The Raspberry Pi Foundation has this week announced that their educational Picademy already available throughout the UK has now launched within the US and the program has already held three workshops and “inducted 120 new Raspberry Pi Certified Educators on US soil”.
If you’re a professional educator join us at a Picademy workshop. We haven’t yet selected the cities for 2017’s program
In December, we’ll wrap up our 2016 program with a workshop at the Texas Advanced Computing Center at the University of Texas in Austin. If you’re an educator and you’d like to join us for two days of mind-blowing professional development, please apply now.
And it gets even better. To build on the success of the pilot program, we are excited to announce that we will expand Picademy in the United States to over 300 educators and additional cities in 2017. In fact, we’re making this announcement as a commitment to President Obama to join the Computer Science For All initiative, a call to action to expand CS education in K-12 classrooms in the United States. And today, the White House hosts a summit to mark progress on the initiative:
The case for giving all students access to CS is straightforward. Nine in ten parents want CS taught at their child’s school and yet, by some estimates, only a quarter of K-12 schools offer a CS course with programming included. However, the need for such skills across industries continues to rapidly grow, with 51 percent of all science, technology, engineering, and math (STEM) jobs projected to be in CS-related field by 2018.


§ DIRECTIONS
From the entries below, copy out all lines holding "legend".

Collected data
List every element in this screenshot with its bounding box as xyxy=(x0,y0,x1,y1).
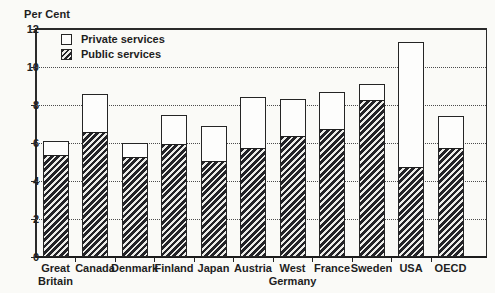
bar-sweden-public-segment xyxy=(360,100,384,256)
bar-canada-public-segment xyxy=(83,132,107,256)
y-axis-tick-4 xyxy=(31,181,36,182)
bar-finland-public-segment xyxy=(162,144,186,256)
bar-oecd-public-segment xyxy=(439,148,463,256)
legend-swatch-public-icon xyxy=(61,49,72,60)
x-axis-tick-9 xyxy=(431,257,432,262)
bar-west-germany xyxy=(280,99,306,257)
x-axis-tick-4 xyxy=(233,257,234,262)
y-axis-tick-10 xyxy=(31,67,36,68)
bar-austria-public-segment xyxy=(241,148,265,256)
legend: Private services Public services xyxy=(61,33,165,63)
y-axis-tick-8 xyxy=(31,105,36,106)
bar-france-public-segment xyxy=(320,129,344,256)
legend-label-public: Public services xyxy=(81,48,161,60)
bar-japan xyxy=(201,126,227,257)
bar-sweden xyxy=(359,84,385,257)
plot-area: Private services Public services Great B… xyxy=(36,29,486,257)
legend-label-private: Private services xyxy=(81,33,165,45)
bar-japan-public-segment xyxy=(202,161,226,256)
y-axis-tick-6 xyxy=(31,143,36,144)
bar-usa xyxy=(398,42,424,257)
legend-item-private-services: Private services xyxy=(61,33,165,45)
x-axis-tick-7 xyxy=(352,257,353,262)
bar-oecd xyxy=(438,116,464,257)
x-axis-tick-2 xyxy=(154,257,155,262)
y-axis-tick-0 xyxy=(31,257,36,258)
x-axis-tick-6 xyxy=(312,257,313,262)
plot-frame-top xyxy=(36,28,486,30)
y-axis-tick-2 xyxy=(31,219,36,220)
x-axis-tick-1 xyxy=(115,257,116,262)
bar-austria xyxy=(240,97,266,257)
x-axis-tick-3 xyxy=(194,257,195,262)
bar-finland xyxy=(161,115,187,258)
y-axis-tick-12 xyxy=(31,29,36,30)
bar-denmark-public-segment xyxy=(123,157,147,256)
bar-canada xyxy=(82,94,108,257)
bar-france xyxy=(319,92,345,257)
legend-swatch-private-icon xyxy=(61,34,72,45)
x-label-oecd: OECD xyxy=(422,262,480,275)
x-axis-tick-0 xyxy=(75,257,76,262)
x-axis-tick-8 xyxy=(391,257,392,262)
x-axis-tick-5 xyxy=(273,257,274,262)
bar-great-britain xyxy=(43,141,69,257)
bar-denmark xyxy=(122,143,148,257)
bar-great-britain-public-segment xyxy=(44,155,68,256)
bar-west-germany-public-segment xyxy=(281,136,305,256)
bar-usa-public-segment xyxy=(399,167,423,256)
plot-frame-right xyxy=(486,28,487,257)
public-private-services-bar-chart: Per Cent Private services Public service… xyxy=(0,0,495,293)
legend-item-public-services: Public services xyxy=(61,48,165,60)
y-axis-title: Per Cent xyxy=(24,8,70,20)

§ REPLY
legend-swatch-public-icon xyxy=(61,49,72,60)
legend: Private services Public services xyxy=(61,33,165,63)
legend-label-public: Public services xyxy=(81,48,161,60)
legend-label-private: Private services xyxy=(81,33,165,45)
legend-item-private-services: Private services xyxy=(61,33,165,45)
legend-swatch-private-icon xyxy=(61,34,72,45)
legend-item-public-services: Public services xyxy=(61,48,165,60)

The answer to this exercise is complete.